The Bhutto reboot
Bilawal’s lineage is iconic, but he appears determined to earn his stature, not merely inherit it
Putting a youthful face at the center of Pakistan’s diplomacy is no mere cosmetic gesture. It signals a long-overdue realisation: the country must project voices fluent in twenty-first-century concerns.
At 36, Bilawal Bhutto Zardari has become that voice. His recent appointment to head a special diplomatic commission in the wake of the May 2025 India–Pakistan border flare-up marks a turning point. For once, a millennial civilian is being trusted to articulate Pakistan’s global narrative, not just defend its borders.
Bilawal’s lineage is iconic, but he appears determined to earn his stature, not merely inherit it. As foreign minister from April 2022 to August 2023, he distinguished himself with an ease in digital diplomacy and a focus on climate-security themes. Now, racing across New York, Washington, London, Paris and Brussels, he chooses not to fixate on casualty figures from May’s clashes and instead reframes Pakistan’s position through nuclear risk reduction, water cooperation and regional connectivity.
In Washington, Bilawal emphasised a critical vulnerability: South Asia’s communication protocols are analogue in a digital age. A single missed signal between nuclear-armed neighbors, he warned, could prove disastrous. He proposed reviving a defunct hotline between India and Pakistan and expanding it to include coordination on climate-induced water stress. It was a calculated shift away from traditional war postures and towards a model of shared environmental vulnerability. On Capitol Hill, his briefings centered not on fighter jets, but on glacial melt in the Himalayas, and Pakistan’s food and water security.
Speaking at the Middle East Institute on June 5, Bilawal called India’s signals of rethinking the 1960 Indus Waters Treaty “the world’s first potential nuclear water crisis”. He noted that 80 per centof Pakistan’s agriculture and nearly a third of its hydropower depend on uninterrupted Indus River flows. Tampering with that flow, he warned, could drive millions into climate-induced migration long before sea-level rise floods Karachi. By recasting the issue as a humanitarian crisis instead of a nationalistic squabble, Bilawal drew unusually sympathetic international coverage.

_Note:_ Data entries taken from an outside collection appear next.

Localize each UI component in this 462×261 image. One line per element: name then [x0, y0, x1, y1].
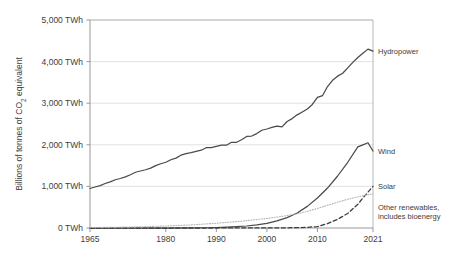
y-tick-label-5000: 5,000 TWh — [42, 15, 84, 25]
x-tick-label-2000: 2000 — [257, 234, 276, 244]
x-tick-label-1990: 1990 — [207, 234, 226, 244]
renewables-line-chart: 0 TWh1,000 TWh2,000 TWh3,000 TWh4,000 TW… — [0, 0, 462, 261]
series-line-wind — [90, 143, 373, 228]
y-tick-label-0: 0 TWh — [58, 223, 83, 233]
y-tick-label-2000: 2,000 TWh — [42, 140, 84, 150]
y-axis-title: Billions of tonnes of CO2 equivalent — [14, 57, 27, 191]
series-label-hydropower: Hydropower — [378, 47, 419, 56]
series-label-wind: Wind — [378, 147, 395, 156]
chart-container: 0 TWh1,000 TWh2,000 TWh3,000 TWh4,000 TW… — [0, 0, 462, 261]
y-tick-label-4000: 4,000 TWh — [42, 57, 84, 67]
x-tick-label-2021: 2021 — [364, 234, 383, 244]
y-tick-label-3000: 3,000 TWh — [42, 98, 84, 108]
series-label-other-renewables-line2: includes bioenergy — [378, 212, 441, 221]
series-label-solar: Solar — [378, 182, 396, 191]
x-tick-label-2010: 2010 — [308, 234, 327, 244]
y-tick-label-1000: 1,000 TWh — [42, 181, 84, 191]
x-tick-label-1965: 1965 — [81, 234, 100, 244]
y-axis-title-text: Billions of tonnes of CO2 equivalent — [14, 57, 27, 191]
series-line-hydropower — [90, 49, 373, 188]
series-label-other-renewables: Other renewables, — [378, 203, 439, 212]
x-tick-label-1980: 1980 — [156, 234, 175, 244]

The shadow of history, of course, lingers. In Washington, Bilawal quipped that “Mr Modi is a Temu version of Netanyahu... a poor copy”, drawing chuckles from the audience and causing a stir in diplomatic circles. The comment – part charisma, part calculated provocation – immediately sparked comparisons to Zulfikar Ali Bhutto’s dramatic walkout from the UN Security Council on December 15, 1971. Yet where Zulfikar roared about a “thousand-year war,” Bilawal offered a pointed olive branch, praising Indian civil society for resisting hate crimes and polarisation. His tone was more urbane than incendiary, but the echo of Bhutto’s defiance was unmistakable. History doesn’t repeat, but in Bilawal’s case, it rhymes – with a twist of wit and a pivot to climate diplomacy.

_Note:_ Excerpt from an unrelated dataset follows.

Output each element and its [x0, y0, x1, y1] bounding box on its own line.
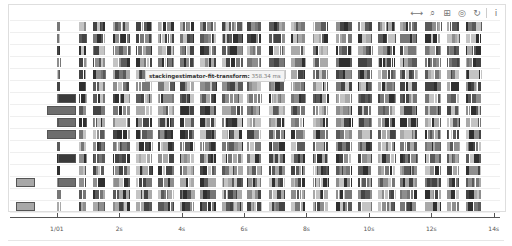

At home, his style is not without critics. Some worry his outreach could soften Pakistan’s line on Kashmir, while right-wing television pundits deride his Western demeanor and elite grooming. But tellingly, the establishment appears comfortable letting Bilawal carry the microphone while generals handle quiet diplomacy. This civilian–military balance – rarely in harmony – currently serves both camps. It allows Pakistan to project a civilian-led, less confrontational face abroad while maintaining strategic control at home.
And already, one concrete shift is quietly taking shape. Diplomatic sources suggest that Pakistan, the US and China may revive a trilateral track on Himalayan water governance, inactive since 2019. If formalised, this initiative could pioneer depoliticised environmental cooperation in a region too often dominated by military tensions. For Bilawal, this would mark not just a symbolic victory but a practical, structural one.
By elevating a millennial civilian fluent in both Keynesian economics and climate science, Islamabad is signaling a broader intent: to shed its outdated security-state image and engage with global institutions on fresher terms. Bilawal may yet falter – politics is never without landmines – but his rise suggests that Pakistan is finally learning the value of strategic storytelling, climate diplomacy, and generational renewal.
The bet on youth, for once, doesn’t seem reckless. It seems wise and necessary.